Headstone By Ken Bruen
Mysterious Press, 256 pages, $24.00, ISBN 978-0-80-1212600-9
I’m sitting here in Colorado Springs, munching on Irish soda bread and preparing MBR Number 46, and hey, guess what . . . it’s by one of the outstanding Irish crime fiction writers in the field today. His name is Ken Bruen, and one of his best and most interesting serial characters is an infamous and much maligned private eye named Jack Taylor, of Galway, Ireland. The novel is Headstone.

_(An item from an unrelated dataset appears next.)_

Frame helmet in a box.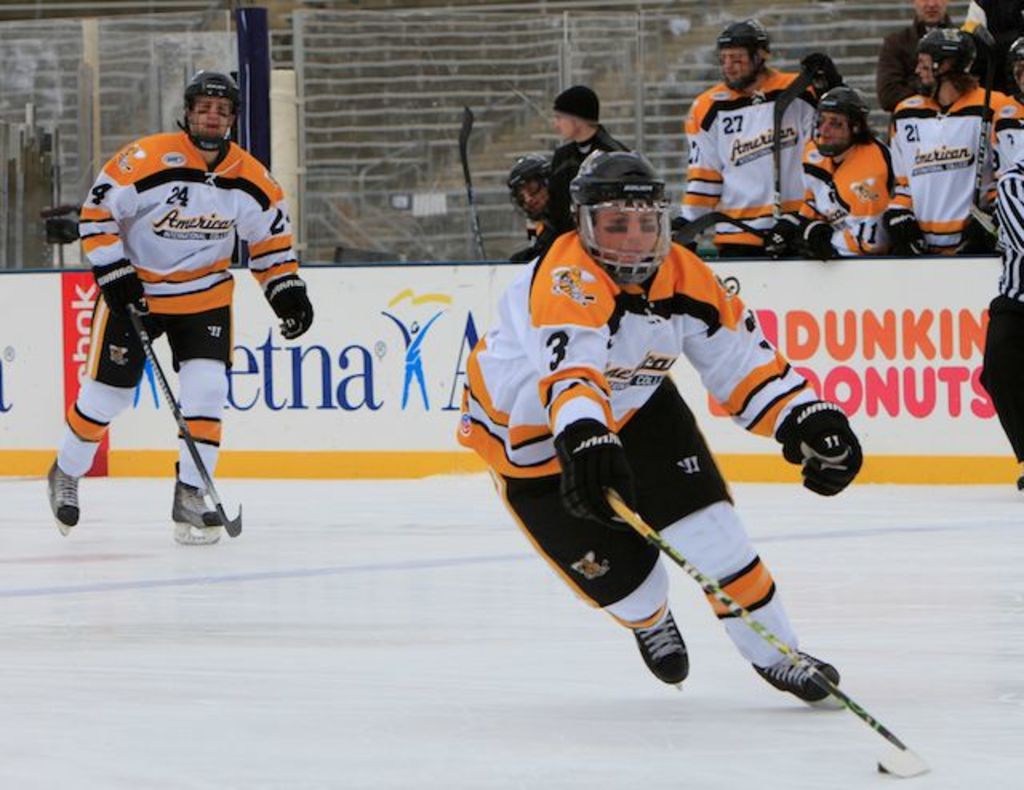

“Evil has many guises and Jack Taylor has encountered many of them,” according to one of the promotional blurbs accompanying the book, but he’s never run across anything like the group that’s known as headstone. Headstone is an Irish term for a grave marker, or tombstone in America. When Jack Taylor and two of his associates; one a dealer in illegal pharmaceuticals, the other a lesbian police woman married to the assistant chief of police, each receive a miniature headstone in the mail they’re puzzled. But when a priest is attacked and nearly beaten to death after getting the same mysterious token, they recognize the threat for what it is. The next victim is a special needs student, who’s ritualistically and savagely tortured. As the crimes continue Taylor is drawn ever deeper into the twisted, evil and insane world of the group known as Headstone. It’s an evil unlike anything Jack Taylor has encountered in his long violent career.

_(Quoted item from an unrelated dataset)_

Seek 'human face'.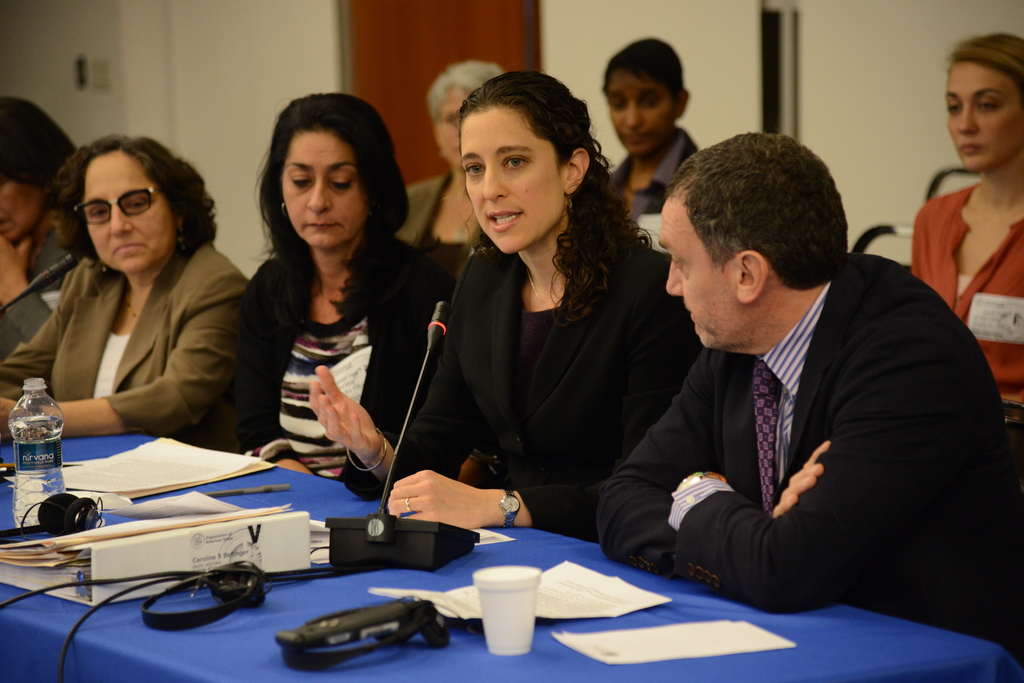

After reading several of Bruen’s novels, I think that they’re his lamentations for an Ireland that is long gone. If your whole impression of the country is formed by films like The Quiet Man with John Wayne and Maureen O’Hara, Bruen will show you a contemporary scene that unfortunately, is much like our own: drugs, gangs, violence, and failed dreams of wealth. It’s a world I find fascinating . . . and described in a voice and style given only to Ken Bruen. If you like yours hard-boiled, Headstone will suit you to a T.